Nobody contends that it's your decision to give away your book, but you simply cannot avoid this. It was tried with music and it failed, it was tried with movies and it failed.
There's a pattern however.
The harder something is to find, the more perceived value it has. For example the iTunes store is only somewhat harder to find than just searching google. However if all you know about a song is a couple of lyrics, you might enter the lyrics you know into google, it will find a "unauthorized copy" of the lyrics from which you can find the title and hopefully the author, and then go to itunes and search it. It might not be on iTunes in your country, so you then have to go back to google and see if Amazon shows up. If Amazon doesn't show up, now your choices are buy/pirate it DRM-free from Russia, or fly to a country that has it and buy a physical CD, and hope it doesn't get confiscated by customs on the way back.
eBooks are the hardest to find, next to music, and then images. Mainly because these are DRM-locked, or not in a computer-readable format that google can search. If you don't have the title and author, you'll never figure out what to buy, and you're not going to buy 20 some items that sound like it might be correct at full price just to figure out which one is the correct one.
And instead of taking a flight to foreign country just to buy a CD that isn't sold in your country, you might find foreign store in that country that is willing to ship it to you, but you'll still risk the item being confiscated or excessive taxes added at customs.
People will prefer the easiest and cheapest option every time. You want that cheapest option to be either iTunes or Amazon, not the pirate sites. If your content isn't available on every countries version of the iTunes store, then you are choosing to leave money on the table. Amazon is a bit more flexible, and you can generally buy from the foreign site (and ship to the US.) In the case of eBooks, there should be no shipping at all.
But this is not always the case.
eBooks and music will generally play on all future devices, if they are DRM-free. Games and Software will not play on future devices, DRM-free or not. As we've learned from all software released on physical media, if the company goes out of business, or is bought/merged with another, all the old content may be destroyed with there not being any possibility of recovery. So if there is only a DRM'd version of X application, music, video, game, or ebook, and that company has gone out of business, that content ceases to exist in 120 years, and does not become public domain. Because in 120 years, todays iPad and Kindle's won't exist.
Case in point, all the old forms of electronic DRM have to be cracked in order to play a 20 year old game on a modern computer, because they run inside virtual machines that don't have the physical media anymore. Soft DRM like code wheels and "find word X on page Y in the manual" are worked around by simply copying the soft DRM with it. There are some games that may never work on a modern computer because the DRM at the time was too tightly integrated with the old assumed operating system and hardware, and the only way around it is to strip the DRM from the game and then patch the game to work on newer operating systems. (Games by Origin Systems/Electronic Arts and Sierra Online/CUC/Vivendi/Activision released between 1994 and 1999 have no source code to make their old games work on new computers, and the games that have been made to work, are the DOS versions, using Dosbox. These companies have been merged over and over again, and the chances of the software being "Remade" by the IP holder is zero.)
Businesses are frequently so short-sighted that they only care about the profits they make in the current quarter, and not any potential future profits from selling the product perpetually. If they release things with DRM on day zero just to thwart the pirates, fine. But when version 1.1 or a half a year goes by, release it DRM-free so that everyone else with a capable device can also read, listen, watch or play it.
If you don't ever release a DRM-free version, you won't get people buying the same copy every time a new piece of hardware comes out, no you'll just have people hanging on to their old hardware till it bites the dust. If you are a hardware company like Apple, getting everything DRM-free is in your best interests to ensure future hardware sales.
TL;DNR version: DRM is a short term prospect that should be abandoned once short term profits have been had in order to ensure long term profits.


What lines of the material hold the string "Image"? Pull each of them out.

------------------------------------------------------------------------

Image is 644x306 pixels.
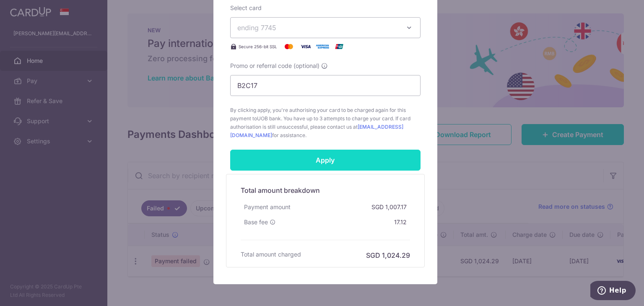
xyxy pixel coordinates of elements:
div: Payment amount [241,199,294,215]
img: Visa [297,41,314,51]
div: SGD 1,007.17 [368,199,410,215]
span: Base fee [244,218,268,226]
h6: Total amount charged [241,250,301,259]
h6: SGD 1,024.29 [366,250,410,260]
label: Select card [230,4,262,12]
button: ending 7745 [230,17,421,38]
span: Promo or referral code (optional) [230,61,319,70]
img: American Express [314,41,331,51]
iframe: Opens a widget where you can find more information [590,281,636,302]
input: Apply [230,150,421,171]
img: UnionPay [331,41,348,51]
span: UOB bank [257,115,281,121]
img: Mastercard [280,41,297,51]
h5: Total amount breakdown [241,185,410,195]
span: ending 7745 [237,23,276,32]
span: By clicking apply, you're authorising your card to be charged again for this payment to . You hav... [230,106,421,139]
div: 17.12 [391,215,410,230]
span: Secure 256-bit SSL [238,43,277,50]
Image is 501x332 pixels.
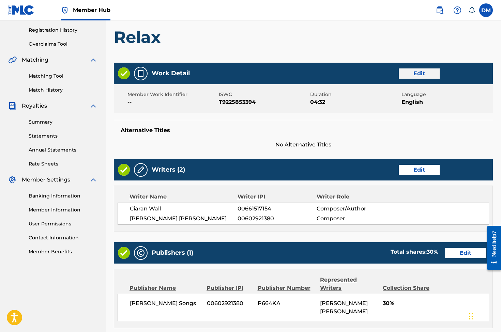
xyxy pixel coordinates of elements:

------------------------------------------------------------------------

*Task output*
Image is 644x306 pixels.
Image is 501x332 pixels.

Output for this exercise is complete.